Kerry Rowe came to Canada for work, but he stayed because of love. More precisely, because of Love Canal.
In the late 1970s, Dr. Rowe was an Australian research engineer newly arrived at the University of Western Ontario for an academic stint. But just across the border, the Love Canal neighbourhood of Niagara Falls, N.Y., was found to be marinating in toxic chemicals from a nearby landfill site, touching off one of the worst environmental health emergencies in U.S. history.
For Dr. Rowe, who until then had specialized in dam construction, the disaster was a clarion call.
“It never occurred to me that waste would be where I would go until I discovered there were hundreds of people being moved from their homes an hour and a half’s drive from where I lived,” he said. “It wasn’t dams, but it was containment. And I figured there had to be a better way to do it.”
In the decades since then, Dr. Rowe, now a professor at Queen’s University in Kingston, has become a world expert in containing polluted runoff from landfills and mine waste.
On Wednesday, his many contributions in that field earned him the Gerhard Herzberg Canada Gold Medal, the country’s highest award for non-medical scientific research.
The prize, which comes with a top up in research funding of up to $1-million, is bestowed annually by the Natural Sciences and Engineering Research Council (NSERC) for work conducted in Canada that has demonstrated persistent excellence and influence.
Dr. Rowe, who received his award Wednesday during a ceremony in Ottawa, said the infusion of resources over the next five years would allow him to accelerate his efforts to develop better ways to stop contaminants from going where they shouldn’t. One area of current focus is a class of synthetic chemicals known as PFAS which are used in many commercial products such as non-stick cookware and can leach into the environment through landfill waste. Some have been linked to adverse health effects.
The research includes developing computer models that can predict how the contaminants migrate through the ground under different conditions and then testing those predictions in real world settings.
“I’ve really tried to link the full spectrum, from theory to the laboratory, to field performance and monitoring,” said Dr. Rowe.
While he did not work directly on Love Canal, it was that incident that led him to collaborate with Robert Quigley, a geotechnical engineer at Western who was trying to understand the spread of contaminants around a landfill site in the Sarnia area seemed to move and spread more rapidly than theoretical calculations predicted.
The research, which unfolded like detective work, produced a trove of valuable data that would later inform the development of new landfills around the growing city of Toronto in the 1980s and beyond. During that work, Dr. Rowe was instrumental in discovering how bacteria could colonize and ultimately block a runoff system designed to collect contaminated fluid leaching out of a municipal landfill.
Along the way, the work helped to lay the foundations for the field it now called geo-environmental engineering.
Other aspects of Dr. Rowe’s research concerns synthetic membranes that can be used as a barrier underneath landfills, or overtop to capture methane gas that would otherwise escape into the atmosphere and contribute to emissions that exacerbate climate change.
Dr. Rowe has won international acclaim for his research and directly affected the design of waste sites around the world.
In more recent years, he said, his work has increasingly started to encompass mining sites. The need is pressing, he said, as the shift to electric vehicles is expected to increase the impact of mining for critical minerals.
“If we’re going to go the electric car route, I want to minimize the environmental impacts of it,” Dr. Rowe said. “The good news is that mining companies are starting to pay attention to that. So what I want to do is help them.”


■ YOUR ASSIGNMENT ■
For this exercise, transcribe every line of the material exactly and skip the pictures.

■ DATASET ■
-- Opening Marker --

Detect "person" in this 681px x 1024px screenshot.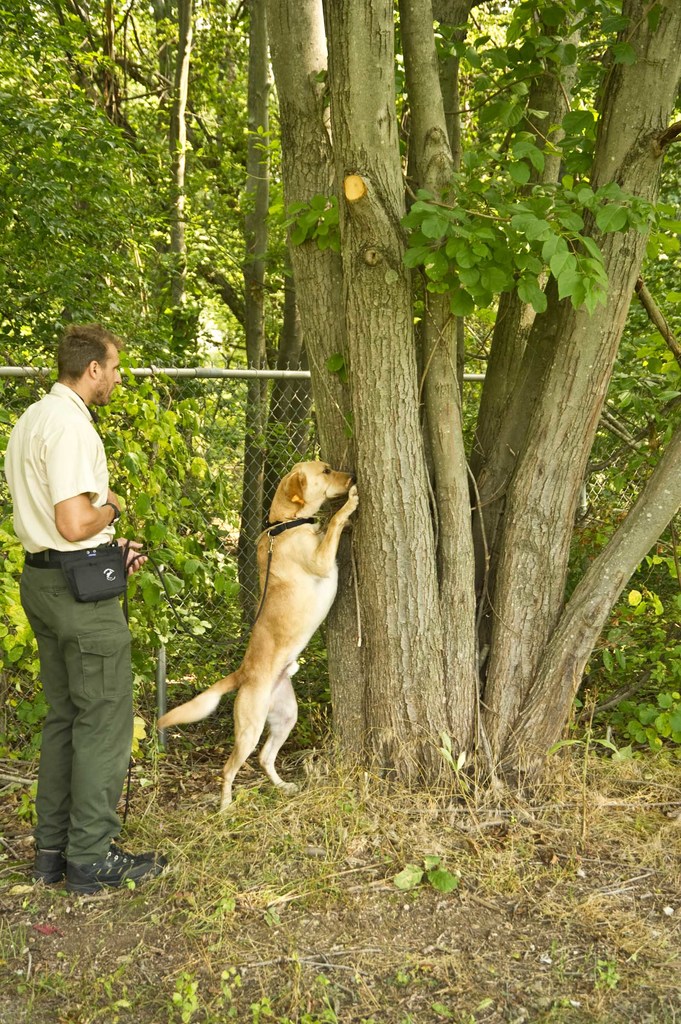
Detection: 0:321:151:902.
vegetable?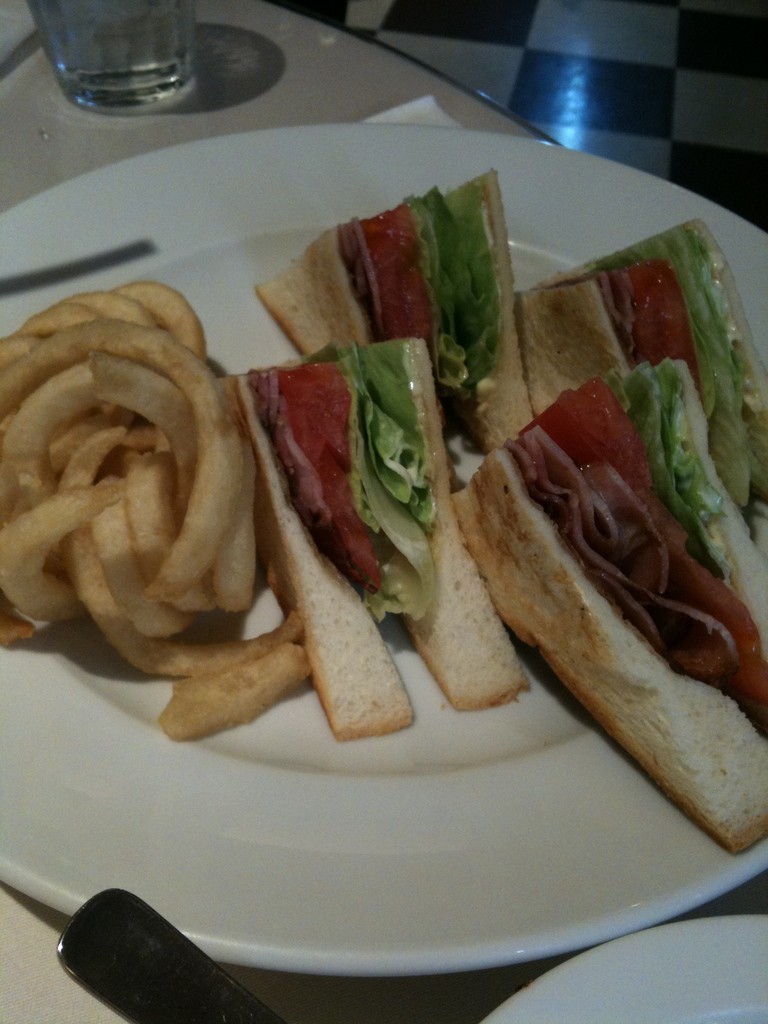
bbox(589, 221, 765, 507)
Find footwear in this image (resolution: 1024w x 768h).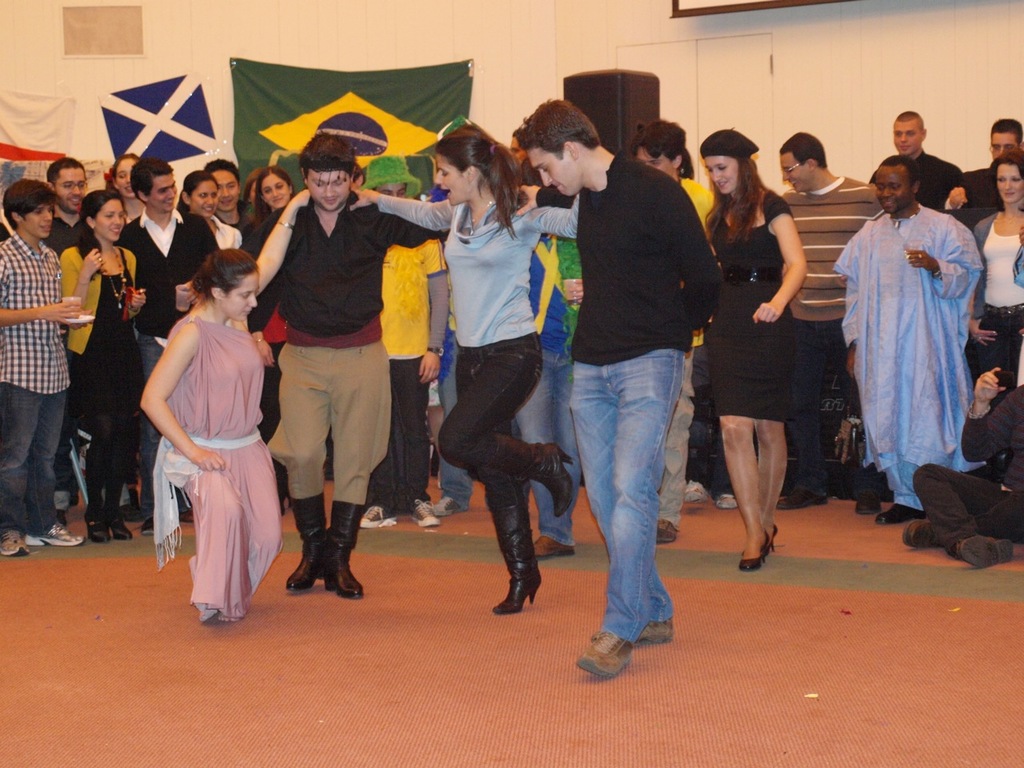
2,527,29,554.
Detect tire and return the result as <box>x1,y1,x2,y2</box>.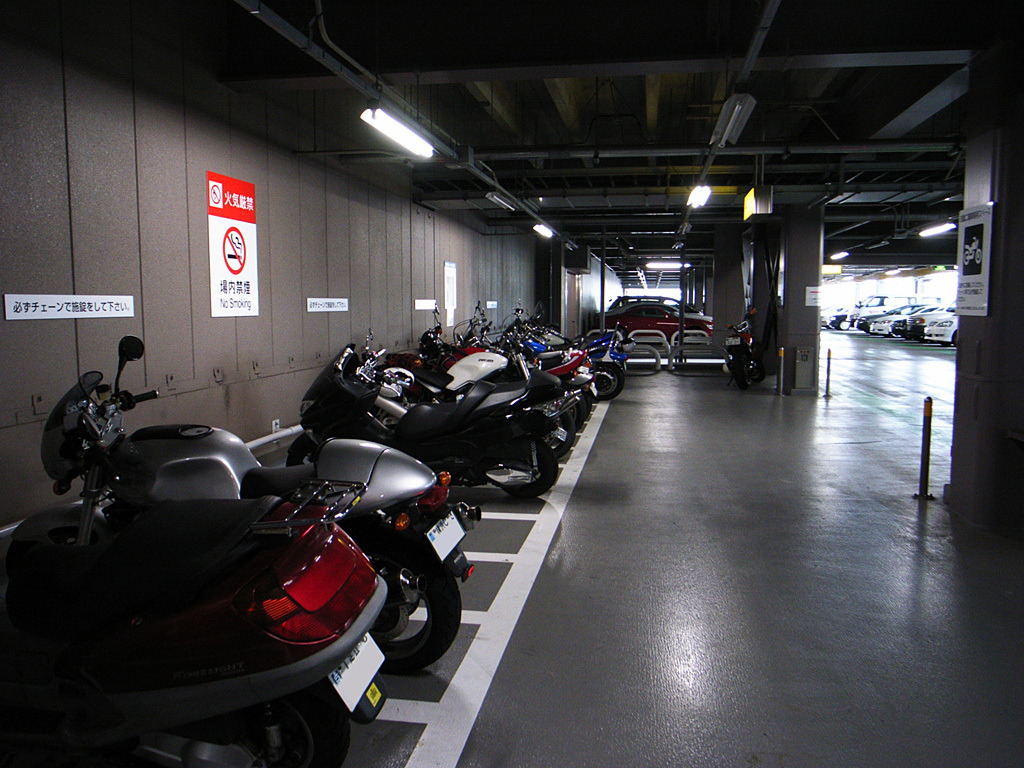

-- Closing Marker --

■ SOLUTION TO THE EXERCISE ■
Detect "person" in this 681px x 1024px screenshot.
Detection: 0:321:151:902.
vegetable?
bbox(589, 221, 765, 507)
Find footwear in this image (resolution: 1024w x 768h).
2,527,29,554.
Detect tire and return the result as <box>x1,y1,x2,y2</box>.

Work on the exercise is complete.